One weeknight late last month, TheWrap.com editor in chief Sharon Waxman sent an email to The Hollywood Reporter’s editorial director, Janice Min, shortly before 1 in the morning. Ms. Waxman asked Ms. Min if they could speak in person, privately, about how to improve the relationship between their publications. During the previous two days, Ms. Waxman had feuded with Ms. Min’s web editor, Joseph Kapsch, over a story on TheWrap that said Mr. Kapsch was considering leaving THR as part of an “editorial exodus” that saw three employees depart. Mr. Kapsch, who, as of this writing, remains employed at THR, blasted TheWrap, or, as he called it, “The Crap,” on Twitter and in a 600-word response he sent to the media blog FishbowlLA.

Prior to emailing Ms. Min, Ms. Waxman forwarded copies of Mr. Kapsch’s statements to two executives at THR’s parent company, Prometheus Global Media. She urged one to see how badly his employee was treating her. She told the other to watch his back.

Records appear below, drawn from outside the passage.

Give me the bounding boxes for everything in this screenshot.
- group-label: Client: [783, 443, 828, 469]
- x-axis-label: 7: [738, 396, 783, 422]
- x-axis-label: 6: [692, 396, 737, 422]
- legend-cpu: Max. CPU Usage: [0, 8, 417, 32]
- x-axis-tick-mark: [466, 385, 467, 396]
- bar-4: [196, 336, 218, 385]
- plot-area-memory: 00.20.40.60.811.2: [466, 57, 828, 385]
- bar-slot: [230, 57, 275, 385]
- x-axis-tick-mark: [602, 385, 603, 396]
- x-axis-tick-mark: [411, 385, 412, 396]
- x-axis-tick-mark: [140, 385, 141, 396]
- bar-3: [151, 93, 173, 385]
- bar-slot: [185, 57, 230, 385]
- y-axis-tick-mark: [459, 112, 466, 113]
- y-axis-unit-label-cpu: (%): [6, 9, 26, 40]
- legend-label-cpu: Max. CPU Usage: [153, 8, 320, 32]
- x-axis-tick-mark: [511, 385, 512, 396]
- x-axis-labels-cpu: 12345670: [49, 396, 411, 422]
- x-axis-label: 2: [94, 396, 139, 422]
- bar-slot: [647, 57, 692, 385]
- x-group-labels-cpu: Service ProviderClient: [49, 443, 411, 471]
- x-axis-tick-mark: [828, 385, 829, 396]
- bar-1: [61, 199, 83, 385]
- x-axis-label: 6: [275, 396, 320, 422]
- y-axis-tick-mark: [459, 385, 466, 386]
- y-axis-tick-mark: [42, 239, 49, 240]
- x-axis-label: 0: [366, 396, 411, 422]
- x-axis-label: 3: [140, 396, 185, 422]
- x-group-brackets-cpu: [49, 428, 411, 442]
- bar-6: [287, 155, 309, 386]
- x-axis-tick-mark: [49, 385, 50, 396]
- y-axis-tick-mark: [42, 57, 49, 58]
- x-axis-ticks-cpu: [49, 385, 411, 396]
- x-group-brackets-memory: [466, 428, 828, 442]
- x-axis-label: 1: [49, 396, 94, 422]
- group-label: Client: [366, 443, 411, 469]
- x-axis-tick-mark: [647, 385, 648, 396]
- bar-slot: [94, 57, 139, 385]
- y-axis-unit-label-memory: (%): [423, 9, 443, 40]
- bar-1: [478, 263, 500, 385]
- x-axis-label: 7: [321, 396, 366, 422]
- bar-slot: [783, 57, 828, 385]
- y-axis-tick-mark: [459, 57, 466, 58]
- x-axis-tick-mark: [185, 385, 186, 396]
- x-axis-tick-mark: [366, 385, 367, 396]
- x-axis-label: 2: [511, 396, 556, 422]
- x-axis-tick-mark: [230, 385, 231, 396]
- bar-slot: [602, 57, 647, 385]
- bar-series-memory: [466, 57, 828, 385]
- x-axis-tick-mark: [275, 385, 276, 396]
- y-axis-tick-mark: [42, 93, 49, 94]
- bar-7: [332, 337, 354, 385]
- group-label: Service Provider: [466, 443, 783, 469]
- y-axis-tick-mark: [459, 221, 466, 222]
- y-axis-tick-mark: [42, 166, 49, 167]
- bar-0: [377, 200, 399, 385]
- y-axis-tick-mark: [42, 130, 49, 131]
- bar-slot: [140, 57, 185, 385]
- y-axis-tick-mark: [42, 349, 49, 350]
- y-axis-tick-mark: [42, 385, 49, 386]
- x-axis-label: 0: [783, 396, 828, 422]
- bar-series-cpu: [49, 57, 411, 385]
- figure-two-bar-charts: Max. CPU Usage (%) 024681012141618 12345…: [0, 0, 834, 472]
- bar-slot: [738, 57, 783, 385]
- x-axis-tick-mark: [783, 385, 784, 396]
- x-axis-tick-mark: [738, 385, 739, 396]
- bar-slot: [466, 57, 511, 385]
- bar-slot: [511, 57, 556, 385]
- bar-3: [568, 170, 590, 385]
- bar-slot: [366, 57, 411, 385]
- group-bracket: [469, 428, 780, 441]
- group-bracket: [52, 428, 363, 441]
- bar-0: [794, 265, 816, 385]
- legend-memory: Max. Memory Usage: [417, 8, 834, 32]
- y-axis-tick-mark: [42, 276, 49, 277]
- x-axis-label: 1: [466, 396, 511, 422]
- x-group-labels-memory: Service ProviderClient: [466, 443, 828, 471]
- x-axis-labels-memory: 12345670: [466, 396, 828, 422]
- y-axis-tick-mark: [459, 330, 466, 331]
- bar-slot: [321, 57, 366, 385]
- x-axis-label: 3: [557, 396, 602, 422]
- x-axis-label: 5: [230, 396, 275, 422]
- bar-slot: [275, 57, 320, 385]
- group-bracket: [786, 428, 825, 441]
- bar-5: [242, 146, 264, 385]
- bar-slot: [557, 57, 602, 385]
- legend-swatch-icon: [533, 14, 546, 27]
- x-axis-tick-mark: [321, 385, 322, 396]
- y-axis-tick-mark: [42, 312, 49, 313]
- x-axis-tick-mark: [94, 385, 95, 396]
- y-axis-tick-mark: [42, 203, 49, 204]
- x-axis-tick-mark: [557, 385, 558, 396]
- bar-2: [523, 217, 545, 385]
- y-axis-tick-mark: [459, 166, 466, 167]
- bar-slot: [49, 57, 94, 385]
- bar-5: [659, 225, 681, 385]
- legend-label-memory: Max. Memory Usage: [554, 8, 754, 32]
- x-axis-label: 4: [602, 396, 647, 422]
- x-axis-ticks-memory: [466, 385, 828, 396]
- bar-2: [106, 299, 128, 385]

“It’s kind of amusing, these blogger characters out here,” Ms. Min said, ever eager to remain above the fray. “They really enjoy ruminating and obsessing over what we do. It’s just part of the kooky Net landscape out here.”

Hollywood has always felt like a small town, but it may never have felt smaller than it does right now among the members of the city’s Hollywood press. For decades Daily Variety was the sector’s indisputed leader, the prime organ not only for scoops but for wild speculation, backroom smoke signals, trial balloons and brazen displays of wishful thinking as well. The Hollywood Reporter seemed content to take the number-two spot.

Then came Nikki. And Sharon. And Janice. And, never one to miss a party, Bonnie.

Never mind that the ad market is struggling and print is on the slab. Nikki Finke’s Deadline Hollywood Daily, which launched online in March 2006, has gradually become a full-scale news operation. In 2009, former New York Times reporter Sharon Waxman launched a competing website, TheWrap. Later that year, Bonnie Fuller stepped into the mix with the gossip and lifestyle site Hollywood Life for Deadline’s parent company, Penske Media Corporation.

The digital threat led the legacy publications to adopt new strategies. At the end of 2009, Variety erected an online paywall. Last October, THR imported  Janice Min to revamp its website and relaunch the print publication as a weekly with a broader focus.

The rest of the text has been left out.